Answer:
I cheated and asked Richard Lyons this question (or at least, the reformulation of the problem, conjecturing that (G,c) is nonsplitting for an involution c with <
c>
generating G if and only if there exists an odd A such that G/A = Z/2). His response:
Good question! This is a famous (in my circles) theorem - the Glauberman Z^*-
Theorem. (Z^*(G) is the preimage of the exponent 2 subgroup of the center of G/O(G), and O(G)=largest normal subgroup of G of odd order.)
Z^*-
Theorem: If c is an involution of G then c\in Z^*(G) iff [c,g] has odd order for all g\in G iff for any Sylow 2-subgroup S of G containing c, c is the unique G-conjugate of itself in S.
The last property is absolutely fundamental for CFSG. The proof uses modular character theory for p=2. Attempts to do it with simpler tools have failed.
George Glauberman, Central Elements in Core-free Groups, Journal of Algebra 4, 1966, 403-420.
Older Remarks:
Comment 1: Suppose that P = Z/2+Z/2 is a 2-Sylow. If x lies in P, then P clearly centralizes x, and thus the order of <
x>
divides #G/P, and is thus odd. By a theorem of Frobenius, G has an odd number of elements of order 2, and thus we see it has an odd number of conjugacy classes of elements of order 2. Yet, by the Sylow theorems, every element of order 2 is conjugate to an element of P. If c lies in P, then by nonsplitting, it is unique in its G-conjugacy class in P. Thus there must be exactly three conjugacy classes of elements of order 2, and thus no element of P is G-conjugate. By a correct application of Frobenius' normal complement theorem, we deduce that G admits a normal subgroup A such that G/A \sim P. Yet <
c>
generates G, and thus the image of <
c>
generates G/A. Yet G/A is abelian and non-cyclic, a contradiction.
Comment 2: Suppose that A is a group of order coprime to p such that p | #Aut(A).
Let G be the semidirect product which sits inside the sequence:
1 ---> A ---> G --(phi)--> Z/pZ --> 0;
Let c be (any) element of order p which maps to 1 in Z/pZ. If c is conjugate to
c^j, then phi(c) = phi(c^j). Hence c is not conjugate to any power of itself.
Let H be a subgroup of G containing c (or a conjugate of c, the same argument applies). The element c generates a p-sylow P
of H (and of G). It suffices to show that if gcg^-1 lies in H, then it is conjugate to c inside H. Note that gPg^-1 is a p-Sylow of H.
Since all p-Sylows of H are conjugate, there exists an h such that gPg^-1 = hPh^-1, and thus h c^j h^-1 = gcg^-1. Yet we have seen that c^j is not conjugate to c inside G unless j = 1. Thus gcg^-1 = hch^-1 is conjugate to c inside H.
I just noticed that you wanted <
c>
to generate G. It's not immediately clear (to me) what condition on A one needs to impose to ensure this. Something like the automorphism has to be "sufficiently mixing". At the very worst, I guess, the group G' generated by <
c>
still has the property, by the same argument.
This works more generally if p || G and no element of order p is conjugate to a power of itself. (I think you know this already if p = 2.)
The case where the p-Sylow is not cyclic is probably trickier.
Examples: A = (Z/2Z)+(Z/2Z), p = 3. (This is A_
4).
A = Quaternion Group, p = 3. (This is GL_
2(F_
3) = ~A_
4, ~ = central extension).
A = M^37, M = monster group, p = 37.
Best Answer
My standard rant about "what can we say about $G$": what we can say about $G$ is that the two partitions are the same. If the questioner doesn't find that a helpful answer then they might want to consider the possibility that they asked the wrong question ;-)
But as to the actual question: "is $G$ forced to be abelian?", the answer is no, and I discovered this by simply looping through magma's database of finite groups. Assuming I didn't make a computational slip, the smallest counterexample has order 64, is the 73rd group of order 64 in magma's database, which has 8 representations of degree 1, 14 representations of degree 2, 8 elements in the centre and 14 more conj classes each of order 4.
Letting the loop go further, I see counterexamples of size 64, 128, 192 (I guess these are just the counterexamples of size 64 multiplied by Z/3Z) and then ones of order 243 (a power of 3). So I guess all examples I know are nilpotent. Are they all nilpotent? That's a question I don't know the answer to.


* **Work to be completed**
Your answer should consist only of the records, copied exactly, with the images removed.

* **Figure record listings**
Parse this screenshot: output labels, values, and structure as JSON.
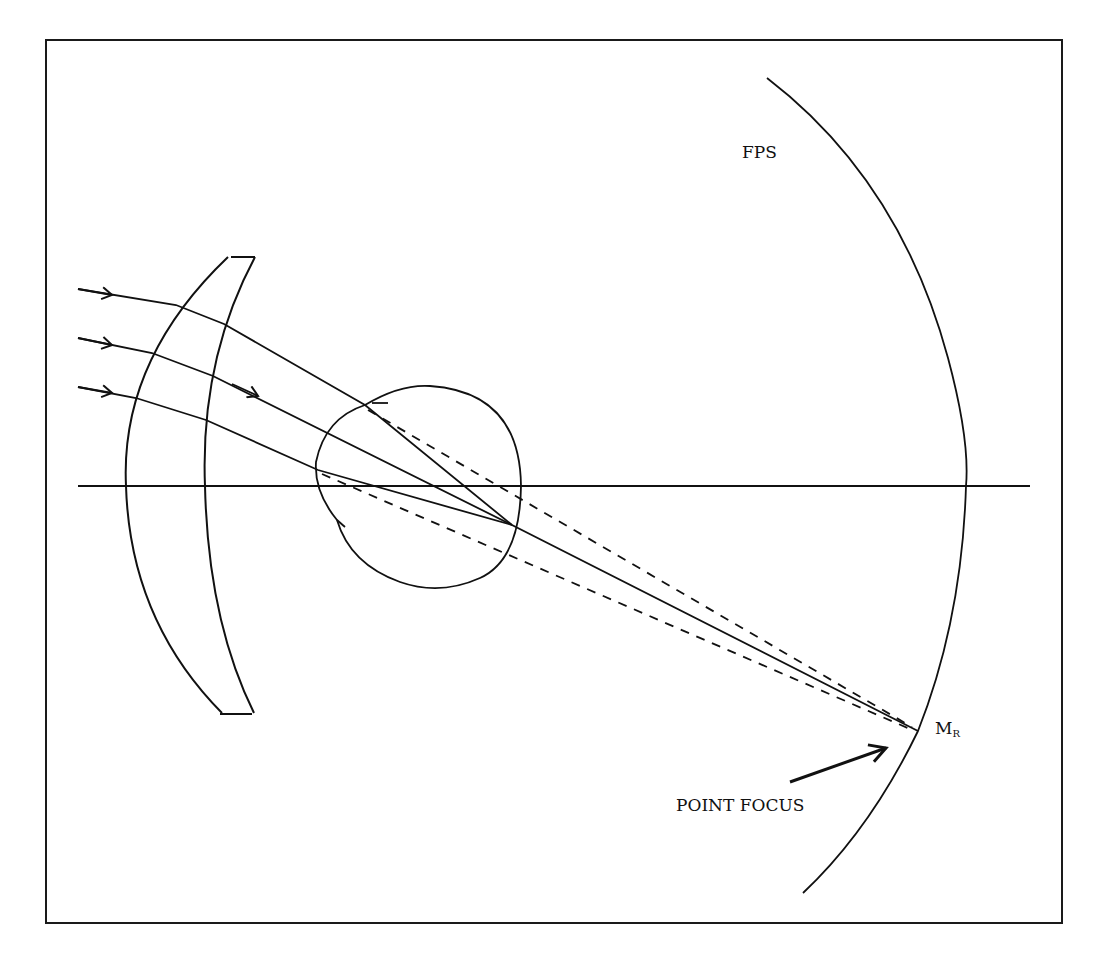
{
  "diagram": {
    "type": "optics-ray-diagram",
    "labels": {
      "far_point_sphere": "FPS",
      "focus_point_main": "M",
      "focus_point_sub": "R",
      "point_focus": "POINT FOCUS"
    },
    "elements": {
      "frame": "border rectangle",
      "optical_axis": "horizontal line",
      "spectacle_lens": "meniscus lens",
      "eye": "circular eye outline with cornea",
      "far_point_sphere": "large arc",
      "incident_rays": 3,
      "solid_refracted_rays": 3,
      "dashed_rays": 2,
      "pointer_arrow": "arrow toward M_R"
    },
    "colors": {
      "stroke": "#111111",
      "background": "#ffffff"
    }
  }
}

* **Output for this exercise**
Parse this screenshot: output labels, values, and structure as JSON.
{
  "diagram": {
    "type": "optics-ray-diagram",
    "labels": {
      "far_point_sphere": "FPS",
      "focus_point_main": "M",
      "focus_point_sub": "R",
      "point_focus": "POINT FOCUS"
    },
    "elements": {
      "frame": "border rectangle",
      "optical_axis": "horizontal line",
      "spectacle_lens": "meniscus lens",
      "eye": "circular eye outline with cornea",
      "far_point_sphere": "large arc",
      "incident_rays": 3,
      "solid_refracted_rays": 3,
      "dashed_rays": 2,
      "pointer_arrow": "arrow toward M_R"
    },
    "colors": {
      "stroke": "#111111",
      "background": "#ffffff"
    }
  }
}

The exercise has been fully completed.